Both nature and nurture played a role. His grandfather, Ken Whyrick, owned a residential construction company and took young Tye under his wing.

“In the beginning, I shadowed him,” McGhee recalled. “Then, when I was 13, he had me sweeping and cleaning up, and from there, I worked up to framing and foundations.

“People see that you’re working for family and think you have it easy. For me, it was the opposite. He didn’t take it easy on me. He expected me to be the first one there and the last to leave. He had high expectations and standards. He really shaped me.”

In 2019, armed with years of his grandfather’s mentorship, his UNF diploma and more than two years of Haskell indoctrination, he transitioned from an intern playing up as an APM to a full-time APMC working toward becoming a Superintendent.

“When I graduated, I didn’t look for a job,” he said. “I knew Haskell was where I wanted to be,” McGhee said. “I really like the personable atmosphere. It has a very open-door policy.”

Assistant project managers handle the business of construction projects. Among their duties can be identifying and qualifying subcontractors; preparing bid packages; receiving and analyzing bids; monitoring design with attention to scope, constructability and cost changes; and working with accounting to process subcontractor and vendor payments, etc. The typical career path is promotion through the ranks to project manager.

Project superintendents typically are tradesmen who climb the field management ladder through the foreman and assistant superintendent ranks, however the Assistant Project Manager – Construction program takes project management-track team members and gives them the construction experience necessary to become a superintendent and lead a job site.

APMC-track professionals commit to eight years in the field leading construction projects before having the option to return to the project management path.

“The long-term plan is to work in the field and then come back to work in the office. So, I’m gaining a good base for when I work in the office,” McGhee said. “It’s really good when the leadership understands the construction part, not just the money part of the project.”

McGhee spent two years in the APMC program, working on design-build projects for clients such as In-N-Out Burger, Nestle Bottling and United Airlines,

He was officially promoted to Superintendent in January 2022, and his current project is his first in the role. Because it is so large – a multi-year design-build project to construct a 775,000-square-foot distribution campus for Coca-Cola in Tampa, Florida – he is working alongside veteran Superintendent Jeff Akers.

Akers has nothing but praise for the up-and-coming McGhee.

“He knows the fundamentals of construction, and he’s computer savvy too,” Akers said. He’s very personable. He’s a good communicator with the subcontractors, but he knows when to be tough. He’s a young superintendent who is super knowledgeable but is still willing to learn.
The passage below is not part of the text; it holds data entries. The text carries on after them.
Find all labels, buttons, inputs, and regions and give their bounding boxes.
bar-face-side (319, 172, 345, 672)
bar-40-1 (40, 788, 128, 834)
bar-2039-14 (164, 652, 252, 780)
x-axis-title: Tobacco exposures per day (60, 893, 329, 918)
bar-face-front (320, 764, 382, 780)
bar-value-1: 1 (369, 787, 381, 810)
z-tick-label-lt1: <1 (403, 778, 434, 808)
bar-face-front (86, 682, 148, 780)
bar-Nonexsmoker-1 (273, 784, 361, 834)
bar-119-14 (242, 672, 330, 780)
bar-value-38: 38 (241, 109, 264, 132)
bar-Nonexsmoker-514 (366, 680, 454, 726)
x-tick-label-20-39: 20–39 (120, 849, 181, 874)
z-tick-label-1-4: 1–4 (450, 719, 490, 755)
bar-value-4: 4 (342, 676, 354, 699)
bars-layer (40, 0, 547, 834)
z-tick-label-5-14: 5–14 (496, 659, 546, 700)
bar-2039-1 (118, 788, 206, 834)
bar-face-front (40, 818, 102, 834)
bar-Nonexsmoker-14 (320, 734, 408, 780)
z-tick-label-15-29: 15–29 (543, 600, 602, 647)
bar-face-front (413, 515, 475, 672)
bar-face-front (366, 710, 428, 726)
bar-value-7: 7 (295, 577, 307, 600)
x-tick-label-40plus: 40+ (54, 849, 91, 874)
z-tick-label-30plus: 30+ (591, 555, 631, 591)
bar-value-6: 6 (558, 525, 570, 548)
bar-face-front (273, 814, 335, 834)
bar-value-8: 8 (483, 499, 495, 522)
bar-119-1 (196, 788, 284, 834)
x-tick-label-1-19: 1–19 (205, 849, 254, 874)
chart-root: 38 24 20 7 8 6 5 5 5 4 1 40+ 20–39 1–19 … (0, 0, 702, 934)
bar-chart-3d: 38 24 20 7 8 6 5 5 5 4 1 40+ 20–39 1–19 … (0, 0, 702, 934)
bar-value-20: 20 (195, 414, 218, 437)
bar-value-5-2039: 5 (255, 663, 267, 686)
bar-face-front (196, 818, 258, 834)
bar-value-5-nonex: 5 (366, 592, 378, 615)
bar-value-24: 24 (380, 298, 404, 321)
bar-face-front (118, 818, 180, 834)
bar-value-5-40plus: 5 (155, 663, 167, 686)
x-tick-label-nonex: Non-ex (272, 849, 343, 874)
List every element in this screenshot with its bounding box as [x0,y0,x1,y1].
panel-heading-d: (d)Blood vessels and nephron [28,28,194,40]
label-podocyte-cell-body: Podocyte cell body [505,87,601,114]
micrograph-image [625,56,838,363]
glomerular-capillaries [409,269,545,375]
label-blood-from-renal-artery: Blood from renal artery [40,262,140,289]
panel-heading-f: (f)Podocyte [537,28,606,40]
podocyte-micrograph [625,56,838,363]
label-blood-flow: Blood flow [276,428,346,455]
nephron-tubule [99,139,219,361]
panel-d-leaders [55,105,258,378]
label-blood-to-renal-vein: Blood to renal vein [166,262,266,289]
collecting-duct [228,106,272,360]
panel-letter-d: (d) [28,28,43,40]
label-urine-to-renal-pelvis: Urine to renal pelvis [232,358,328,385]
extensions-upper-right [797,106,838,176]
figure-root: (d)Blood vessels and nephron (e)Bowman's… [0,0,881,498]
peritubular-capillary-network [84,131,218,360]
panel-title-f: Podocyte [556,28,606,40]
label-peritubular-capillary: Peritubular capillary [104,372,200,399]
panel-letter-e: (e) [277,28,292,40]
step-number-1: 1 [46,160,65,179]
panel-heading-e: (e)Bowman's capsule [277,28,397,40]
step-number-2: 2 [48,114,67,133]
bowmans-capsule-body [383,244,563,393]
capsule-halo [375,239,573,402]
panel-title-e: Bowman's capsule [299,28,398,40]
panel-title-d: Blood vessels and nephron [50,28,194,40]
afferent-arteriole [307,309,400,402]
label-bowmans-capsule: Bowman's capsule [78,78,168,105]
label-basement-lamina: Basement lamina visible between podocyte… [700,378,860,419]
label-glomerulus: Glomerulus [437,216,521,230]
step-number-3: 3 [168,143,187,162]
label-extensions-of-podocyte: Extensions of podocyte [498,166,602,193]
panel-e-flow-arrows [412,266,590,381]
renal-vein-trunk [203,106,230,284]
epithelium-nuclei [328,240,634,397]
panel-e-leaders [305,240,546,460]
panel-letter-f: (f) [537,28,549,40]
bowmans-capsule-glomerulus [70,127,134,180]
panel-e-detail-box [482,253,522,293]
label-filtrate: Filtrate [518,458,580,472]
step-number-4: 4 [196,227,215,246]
His future is endless.”

Haskell is hiring! Explore the many options available to join a growing company committed to offering the BEST job of your life.

Haskell delivers $2± billion annually in Architecture, Engineering, Construction (AEC) and Consulting solutions to assure certainty of outcome for complex capital projects worldwide. Haskell is a global, fully integrated, single-source design-build and EPC firm with over 2,200 highly specialized, in-house design, construction and administrative professionals across industrial and commercial markets. With 20+ office locations around the globe, Haskell is a trusted partner for global and emerging clients.